USB Ethernet dongle off after reboot

Hey folks, I’m running Rocky 9, my system has a poorly supported built in ethernet port, so I’m needing to use a USB Network adapter for connectivity until that bug gets squashed.

Unfortunately, every time I reboot the system, the USB ethernet is not connected, and I have to manually go into Settings to turn this back on. The network connection seems to have the same name each boot (enp0s20f0u3), but I’m stumped on how to make sure that this comes up each boot. It is odd that Settings isn’t doing this for me, I have the ‘Connect Automatically’ setting checked.

Is there a /etc/sysconfig/network-scripts/ifcfg-enp0s20f0u3 on your system? If so, can you post the content of it?

/etc/sysconfig/network-scripts/ is empty. It doesn’t appear that anything is supposed to be there under Rocky 9/RHEL 9. /etc/NetworkManager/system-connections/ is the new location where these seem to be stored.

Right now all I have there is the default Profile 1, which contains this:

[connection]
id=Profile 1
uuid=2c0e70ed-2a16-4961-8100-bdf67f486714
type=ethernet
permissions=user:wright:;
timestamp=1663860194

[ethernet]

[ipv4]
method=auto

[ipv6]
addr-gen-mode=stable-privacy
method=disabled

[proxy]

There isn’t anything there that seems to be specific to the interface involved, and both my built-in PCI network and the USB one are sharing the same Profile.

I’m still trying to read up on this new networking setup.

That is the way.

NM in el9 does use different format and location.

Use:

nmcli d s
nmcli c s
nmcli c s enp0s20f0u3

to see current status.

NM should be dynamic and thus activate links as they do show up. I.e. even if interface shows up delayed.

Wait! “Share profile”? There can be multiple connections defined for a device, but not one connection for many devices.

I’m not seeing the ‘Share profile’ you mentioned, but I think I have it figured out now. I had to use the CLI nmtui command and was then able to edit my profile, I saw the same thing that was in the Settings GUI, with the addition of a line under the profile name labeled as ‘Device’. I set that field to use the interface name, and after saving it seemed to lock the profile to only use that specific interface rather than be shared among all the interfaces, which seemed kinda crazy to me to begin with once I noticed that.

I did a reboot, and the connection was up on the USB interface this time, which was an improvement!

I was then able to set up a new Profile and set the Device to be the PCI connection, so now I have separate profiles for both interfaces.

I’m going to guess that the default profile being shared among any available interfaces was the problem with my connection not coming up, though it isn’t clear why the profile wasn’t activating on an interface with an active connection. But locking the profile to the device has resolved it, did another reboot to confirm and still working.

It would have been nice if the Settings GUI app let the profile be locked to the device without having to go to the command line.

Linking this here, I found this document to be quite helpful in getting a handle on this new way of configuring interfaces: RHEL 9 Configuring and managing networking.

That is interesting, because the installer generates distinct “profile” (connection) for each device and when it does, it adds the MAC address to the config so that a connection is used only for device that has that MAC address.

If you create connection with nmcli con add type ethernet, then you have to specify ifname, that is connection.interface-name – again to bind connection to specific device. You can afterward run nmcli con mod to erase the ifname and add specific MAC. IME, binding to MAC is more comfy than binding to device name. The “persistence” of the names remains subjective.

That could very well be on me then… Originally there was only the built in PCI network port, and it wasn’t until I ran into issues troubleshoot the driver used that I ended up adding the USB port. And I think during that troubleshooting I deleted the Profile that was originally there and recreated it, so that one may well have been device specific at install time.

But it is still concerning that the GUI for Settings doesn’t allow a way for a profile to be tied to a device. It isn’t uncommon to add interfaces after a system is running, new NICs, etc.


- WHAT IS BEING ASKED: The entries that follow need to be reproduced exactly, minus any images.

- Records from a collection:
◆ ◆ ◆

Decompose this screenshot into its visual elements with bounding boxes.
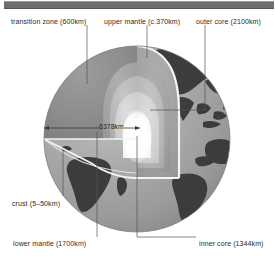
earth-cutaway-figure [0,0,275,265]
label-transition-zone: transition zone (600km) [11,17,86,26]
label-inner-core: inner core (1344km) [199,239,264,248]
globe-group [44,46,238,232]
label-lower-mantle: lower mantle (1700km) [13,239,86,248]
label-upper-mantle: upper mantle (c.370km) [104,17,180,26]
label-outer-core: outer core (2100km) [196,17,261,26]
label-crust: crust (5–50km) [12,199,60,208]
label-radius-dimension: 6378km [99,122,124,131]
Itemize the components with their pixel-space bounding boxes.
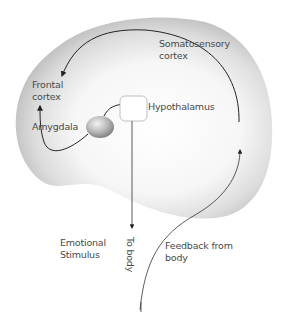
emotion-pathway-diagram: Frontal cortex Somatosensory cortex Amyg… — [0, 0, 284, 315]
amygdala-label: Amygdala — [32, 121, 78, 133]
hypothalamus-node — [120, 96, 147, 121]
feedback-from-body-label: Feedback from body — [165, 240, 233, 264]
amygdala-node — [86, 116, 114, 138]
to-body-label: To body — [125, 237, 136, 272]
somatosensory-cortex-label: Somatosensory cortex — [159, 38, 230, 62]
diagram-canvas — [0, 0, 284, 315]
emotional-stimulus-label: Emotional Stimulus — [60, 237, 106, 261]
frontal-cortex-label: Frontal cortex — [32, 79, 63, 103]
hypothalamus-label: Hypothalamus — [148, 101, 214, 113]
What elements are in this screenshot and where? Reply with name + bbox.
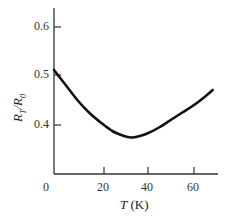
x-ticks xyxy=(104,167,194,174)
x-axis-label: T (K) xyxy=(120,197,149,213)
y-axis-label: RT/R0 xyxy=(4,78,34,138)
y-tick-label-0.4: 0.4 xyxy=(34,117,49,132)
y-tick-label-0.5: 0.5 xyxy=(34,67,49,82)
x-tick-label-40: 40 xyxy=(141,180,153,195)
x-tick-label-20: 20 xyxy=(97,180,109,195)
y-tick-label-0.6: 0.6 xyxy=(34,19,49,34)
x-tick-label-0: 0 xyxy=(43,180,49,195)
x-tick-label-60: 60 xyxy=(187,180,199,195)
data-curve xyxy=(54,70,213,138)
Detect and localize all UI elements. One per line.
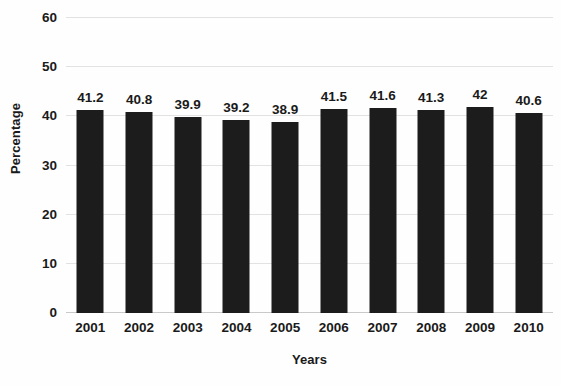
bar-group: 41.52006 [310,18,359,313]
bar-chart: Percentage 0102030405060 41.2200140.8200… [0,0,561,386]
bar[interactable] [515,113,542,313]
x-axis-title: Years [66,352,553,367]
bar-value-label: 39.9 [175,97,201,112]
bar-group: 41.62007 [358,18,407,313]
bar[interactable] [418,110,445,313]
bar-value-label: 40.6 [516,93,542,108]
bar[interactable] [223,120,250,313]
x-tick-label-2003: 2003 [173,320,203,335]
y-tick-label-60: 60 [42,10,57,25]
x-tick-label-2005: 2005 [270,320,300,335]
y-tick-label-50: 50 [42,59,57,74]
bar-value-label: 38.9 [272,102,298,117]
y-tick-label-30: 30 [42,157,57,172]
bar-value-label: 41.6 [369,88,395,103]
bar[interactable] [77,110,104,313]
x-tick-label-2001: 2001 [75,320,105,335]
bar-group: 38.92005 [261,18,310,313]
bar[interactable] [272,122,299,313]
bar-group: 40.62010 [504,18,553,313]
y-tick-label-10: 10 [42,255,57,270]
bar[interactable] [466,107,493,314]
bar-value-label: 41.5 [321,89,347,104]
bar-value-label: 42 [472,87,487,102]
y-tick-label-0: 0 [49,305,57,320]
x-tick-label-2008: 2008 [416,320,446,335]
x-tick-label-2010: 2010 [514,320,544,335]
bar-value-label: 41.2 [77,90,103,105]
bar-value-label: 41.3 [418,90,444,105]
y-axis-title: Percentage [8,79,23,199]
bar[interactable] [126,112,153,313]
bar-group: 41.22001 [66,18,115,313]
bars-container: 41.2200140.8200239.9200339.2200438.92005… [66,18,553,313]
bar[interactable] [174,117,201,313]
plot-area: 0102030405060 41.2200140.8200239.9200339… [66,18,553,313]
bar-group: 39.22004 [212,18,261,313]
x-tick-label-2006: 2006 [319,320,349,335]
bar-value-label: 40.8 [126,92,152,107]
bar[interactable] [369,108,396,313]
x-tick-label-2007: 2007 [368,320,398,335]
x-tick-label-2004: 2004 [221,320,251,335]
y-tick-label-20: 20 [42,206,57,221]
bar-group: 40.82002 [115,18,164,313]
x-tick-label-2002: 2002 [124,320,154,335]
bar[interactable] [320,109,347,313]
bar-group: 422009 [456,18,505,313]
bar-group: 39.92003 [163,18,212,313]
y-tick-label-40: 40 [42,108,57,123]
bar-value-label: 39.2 [223,100,249,115]
bar-group: 41.32008 [407,18,456,313]
x-tick-label-2009: 2009 [465,320,495,335]
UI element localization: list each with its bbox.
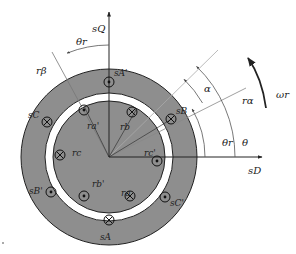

◆ ◆ ◆

- EXERCISE SOLUTION:
Decompose this screenshot into its visual elements with bounding boxes.
earth-cutaway-figure [0,0,275,265]
label-transition-zone: transition zone (600km) [11,17,86,26]
label-inner-core: inner core (1344km) [199,239,264,248]
globe-group [44,46,238,232]
label-lower-mantle: lower mantle (1700km) [13,239,86,248]
label-upper-mantle: upper mantle (c.370km) [104,17,180,26]
label-outer-core: outer core (2100km) [196,17,261,26]
label-crust: crust (5–50km) [12,199,60,208]
label-radius-dimension: 6378km [99,122,124,131]
Itemize the components with their pixel-space bounding boxes.
emotion-pathway-diagram: Frontal cortex Somatosensory cortex Amyg… — [0, 0, 284, 315]
amygdala-label: Amygdala — [32, 121, 78, 133]
hypothalamus-node — [120, 96, 147, 121]
feedback-from-body-label: Feedback from body — [165, 240, 233, 264]
amygdala-node — [86, 116, 114, 138]
to-body-label: To body — [125, 237, 136, 272]
somatosensory-cortex-label: Somatosensory cortex — [159, 38, 230, 62]
diagram-canvas — [0, 0, 284, 315]
emotional-stimulus-label: Emotional Stimulus — [60, 237, 106, 261]
frontal-cortex-label: Frontal cortex — [32, 79, 63, 103]
hypothalamus-label: Hypothalamus — [148, 101, 214, 113]
What elements are in this screenshot and where? Reply with name + bbox.
x-ticks xyxy=(104,167,194,174)
x-axis-label: T (K) xyxy=(120,197,149,213)
y-axis-label: RT/R0 xyxy=(4,78,34,138)
y-tick-label-0.4: 0.4 xyxy=(34,117,49,132)
y-tick-label-0.5: 0.5 xyxy=(34,67,49,82)
x-tick-label-40: 40 xyxy=(141,180,153,195)
x-tick-label-20: 20 xyxy=(97,180,109,195)
y-tick-label-0.6: 0.6 xyxy=(34,19,49,34)
x-tick-label-0: 0 xyxy=(43,180,49,195)
x-tick-label-60: 60 xyxy=(187,180,199,195)
data-curve xyxy=(54,70,213,138)
Detect and localize all UI elements. One per line.
bar-group: 41.52006 [310,18,359,313]
bar-chart: Percentage 0102030405060 41.2200140.8200… [0,0,561,386]
bar[interactable] [515,113,542,313]
x-axis-title: Years [66,352,553,367]
bar-value-label: 39.9 [175,97,201,112]
bar-group: 41.62007 [358,18,407,313]
bar[interactable] [418,110,445,313]
bar-value-label: 40.6 [516,93,542,108]
bar[interactable] [223,120,250,313]
x-tick-label-2003: 2003 [173,320,203,335]
y-tick-label-60: 60 [42,10,57,25]
x-tick-label-2005: 2005 [270,320,300,335]
y-tick-label-50: 50 [42,59,57,74]
bar-value-label: 38.9 [272,102,298,117]
y-tick-label-30: 30 [42,157,57,172]
bar-value-label: 41.6 [369,88,395,103]
bar[interactable] [77,110,104,313]
x-tick-label-2001: 2001 [75,320,105,335]
bar-group: 38.92005 [261,18,310,313]
bar[interactable] [272,122,299,313]
bar-group: 40.62010 [504,18,553,313]
y-tick-label-10: 10 [42,255,57,270]
bar[interactable] [466,107,493,314]
bar-value-label: 41.5 [321,89,347,104]
bar-value-label: 42 [472,87,487,102]
y-tick-label-0: 0 [49,305,57,320]
x-tick-label-2008: 2008 [416,320,446,335]
x-tick-label-2010: 2010 [514,320,544,335]
bar-value-label: 41.2 [77,90,103,105]
bar-value-label: 41.3 [418,90,444,105]
y-axis-title: Percentage [8,79,23,199]
bar[interactable] [126,112,153,313]
bar-group: 41.22001 [66,18,115,313]
bars-container: 41.2200140.8200239.9200339.2200438.92005… [66,18,553,313]
bar[interactable] [174,117,201,313]
plot-area: 0102030405060 41.2200140.8200239.9200339… [66,18,553,313]
bar-group: 39.22004 [212,18,261,313]
x-tick-label-2006: 2006 [319,320,349,335]
bar-value-label: 40.8 [126,92,152,107]
bar[interactable] [369,108,396,313]
x-tick-label-2007: 2007 [368,320,398,335]
x-tick-label-2004: 2004 [221,320,251,335]
y-tick-label-20: 20 [42,206,57,221]
bar-group: 40.82002 [115,18,164,313]
x-tick-label-2002: 2002 [124,320,154,335]
bar[interactable] [320,109,347,313]
bar-group: 422009 [456,18,505,313]
bar-group: 39.92003 [163,18,212,313]
y-tick-label-40: 40 [42,108,57,123]
bar-value-label: 39.2 [223,100,249,115]
bar-group: 41.32008 [407,18,456,313]
x-tick-label-2009: 2009 [465,320,495,335]
UI element localization: list each with its bbox.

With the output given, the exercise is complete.